If Johnny is played by a clean-cut Harry Belafonte, this nice guy surface is soon torn away to show a compulsive gambler who's in debt to dangerous loan shark, something we can assume contributed to the break-up of his marriage. 

He still appears to be on decent terms with wife Ruth (Kim Hamilton) when he visits to take his young daughter out for the day, but when she refuses to submit to his advances his anger at her and her integration into the white community erupt. Worse, although he likes to play the ladies man, his heart's no longer in it, and backstage embrace with a fellow jazz singer provokes him to say: "That's good...but it was better when you wanted it."

Earl (Robert Ryan) is the victim of his own pride and his hair-trigger anger stems from his inability from his inability to find work and his resulting reliance on girlfriend Lorry (Shelley Winters). First off, he seems devoted to her, but his pride is a pain, and this sends him in the direction of lascivious neighbour Helen (Gloria Grahame ), who's one of these women who are turned on by the idea that he is a violent killer. 

Both men experience public humiliation to help steer them towards this ill fated heist up state, Johnny when he gets drunk and makes a fool of himself on stage, and Earl when he talks back to a soldier who is trying to impress a girl in a bar. This confrontation is one of the best in the film and seems to demand that the soldier get his comeuppance, but when it kicks off, neither Earl nor the audience experience any cathartic satisfaction.



Gloria Grahame in Odds Against Tomorrow (1959)

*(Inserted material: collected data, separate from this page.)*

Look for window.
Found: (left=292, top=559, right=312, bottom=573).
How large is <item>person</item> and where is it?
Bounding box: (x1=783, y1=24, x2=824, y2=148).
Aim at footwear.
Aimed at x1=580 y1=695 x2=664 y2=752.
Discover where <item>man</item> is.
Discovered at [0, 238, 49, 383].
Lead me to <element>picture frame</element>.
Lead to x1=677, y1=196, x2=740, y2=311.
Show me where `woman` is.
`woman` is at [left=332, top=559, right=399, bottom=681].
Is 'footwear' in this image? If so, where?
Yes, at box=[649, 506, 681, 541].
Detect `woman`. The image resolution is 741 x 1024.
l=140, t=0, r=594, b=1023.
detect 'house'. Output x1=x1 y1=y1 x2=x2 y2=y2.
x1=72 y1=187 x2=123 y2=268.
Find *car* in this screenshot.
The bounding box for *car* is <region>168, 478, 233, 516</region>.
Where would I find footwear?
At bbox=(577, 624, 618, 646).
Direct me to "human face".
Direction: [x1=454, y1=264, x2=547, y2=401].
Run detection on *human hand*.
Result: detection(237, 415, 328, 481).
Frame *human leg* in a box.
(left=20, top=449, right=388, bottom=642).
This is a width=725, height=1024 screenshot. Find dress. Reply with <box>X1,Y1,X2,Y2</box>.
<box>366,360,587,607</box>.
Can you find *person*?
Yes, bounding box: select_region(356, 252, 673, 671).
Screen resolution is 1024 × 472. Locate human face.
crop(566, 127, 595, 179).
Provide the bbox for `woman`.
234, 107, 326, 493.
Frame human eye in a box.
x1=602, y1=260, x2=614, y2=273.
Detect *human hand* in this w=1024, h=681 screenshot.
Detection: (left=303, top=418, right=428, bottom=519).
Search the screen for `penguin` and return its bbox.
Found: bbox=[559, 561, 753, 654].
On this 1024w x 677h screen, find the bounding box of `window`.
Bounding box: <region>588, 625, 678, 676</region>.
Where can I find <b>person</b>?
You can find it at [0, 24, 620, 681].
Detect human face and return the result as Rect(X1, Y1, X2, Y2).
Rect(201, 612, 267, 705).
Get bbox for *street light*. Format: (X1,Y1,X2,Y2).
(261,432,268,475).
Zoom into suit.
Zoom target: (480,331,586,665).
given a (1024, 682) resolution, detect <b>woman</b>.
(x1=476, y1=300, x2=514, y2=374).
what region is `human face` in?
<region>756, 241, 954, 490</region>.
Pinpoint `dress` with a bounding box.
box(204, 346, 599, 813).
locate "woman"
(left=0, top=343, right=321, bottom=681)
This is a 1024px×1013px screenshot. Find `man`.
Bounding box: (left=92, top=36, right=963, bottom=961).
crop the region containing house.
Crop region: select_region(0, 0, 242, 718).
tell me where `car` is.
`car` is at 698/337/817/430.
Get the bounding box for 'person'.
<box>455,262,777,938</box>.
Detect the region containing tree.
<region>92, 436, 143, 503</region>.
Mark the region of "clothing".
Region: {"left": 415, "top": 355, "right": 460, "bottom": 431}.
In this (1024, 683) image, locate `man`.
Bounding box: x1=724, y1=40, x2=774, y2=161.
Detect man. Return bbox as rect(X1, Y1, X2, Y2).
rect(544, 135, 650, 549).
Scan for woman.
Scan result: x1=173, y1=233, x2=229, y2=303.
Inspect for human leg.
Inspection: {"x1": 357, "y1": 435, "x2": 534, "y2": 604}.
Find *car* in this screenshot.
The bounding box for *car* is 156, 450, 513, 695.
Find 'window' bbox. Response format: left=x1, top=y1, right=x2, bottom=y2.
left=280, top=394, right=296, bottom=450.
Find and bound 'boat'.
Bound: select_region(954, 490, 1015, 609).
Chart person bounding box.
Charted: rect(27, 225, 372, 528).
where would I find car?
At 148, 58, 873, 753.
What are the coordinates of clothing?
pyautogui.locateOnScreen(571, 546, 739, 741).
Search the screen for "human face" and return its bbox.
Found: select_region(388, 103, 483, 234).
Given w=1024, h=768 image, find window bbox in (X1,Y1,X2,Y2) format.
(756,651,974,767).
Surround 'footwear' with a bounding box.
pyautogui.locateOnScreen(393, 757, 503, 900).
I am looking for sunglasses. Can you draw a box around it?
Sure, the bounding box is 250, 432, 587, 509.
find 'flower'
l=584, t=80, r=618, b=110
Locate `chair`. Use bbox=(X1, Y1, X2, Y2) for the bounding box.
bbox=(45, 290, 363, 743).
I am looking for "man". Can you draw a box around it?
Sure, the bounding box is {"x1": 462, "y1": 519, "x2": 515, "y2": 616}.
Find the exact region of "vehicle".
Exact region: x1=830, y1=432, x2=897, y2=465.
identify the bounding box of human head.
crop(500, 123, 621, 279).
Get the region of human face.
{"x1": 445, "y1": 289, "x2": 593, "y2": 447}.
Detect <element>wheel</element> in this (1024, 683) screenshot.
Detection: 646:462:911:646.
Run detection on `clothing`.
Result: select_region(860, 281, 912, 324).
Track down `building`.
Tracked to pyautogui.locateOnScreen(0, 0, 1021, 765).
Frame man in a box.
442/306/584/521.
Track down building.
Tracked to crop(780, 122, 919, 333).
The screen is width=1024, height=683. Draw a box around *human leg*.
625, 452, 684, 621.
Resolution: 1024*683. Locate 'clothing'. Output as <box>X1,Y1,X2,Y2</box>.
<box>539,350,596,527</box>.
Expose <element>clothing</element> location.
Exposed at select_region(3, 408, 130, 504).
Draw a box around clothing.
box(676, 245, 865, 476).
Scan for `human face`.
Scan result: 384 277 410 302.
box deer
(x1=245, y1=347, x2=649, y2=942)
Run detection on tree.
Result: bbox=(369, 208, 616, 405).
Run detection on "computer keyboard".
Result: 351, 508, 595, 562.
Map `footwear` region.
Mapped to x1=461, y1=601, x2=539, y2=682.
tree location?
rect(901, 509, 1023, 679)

Gloria Grahame makes a somewhat gratuitous appearance as a late femme fatale — gratuitous because she does not appear often, and her highlight is when she briefly reveals her underwear, as thoroughly exciting as one could find in 1959. She plays Slater's neighbour Helen, with whom he has an affair. Her main impact as a femme fatale is that she finds the stories about his criminal past exciting, in contrast to his wife Lorry who tries to make him find an honest job. It is a normally enough noir contrast to make, and is the age-old male dilemma in film noir — honesty or dishonesty. 





The normally thorough moral path of noir usually dictates that the anti-hero will take the immoral path, and wind up punished accordingly. The entire theme of 'one last job' should have been enough to warn everyone off, but nobody listens to the gods in noir. A reluctant Ingram takes the job because the gangster he owes money to is turning up the heat. Unbeknownst to him, but knownst to the viewer, Burke knows the gangster and the increased pressure is a ploy to manipulate him into taking part in the bank job.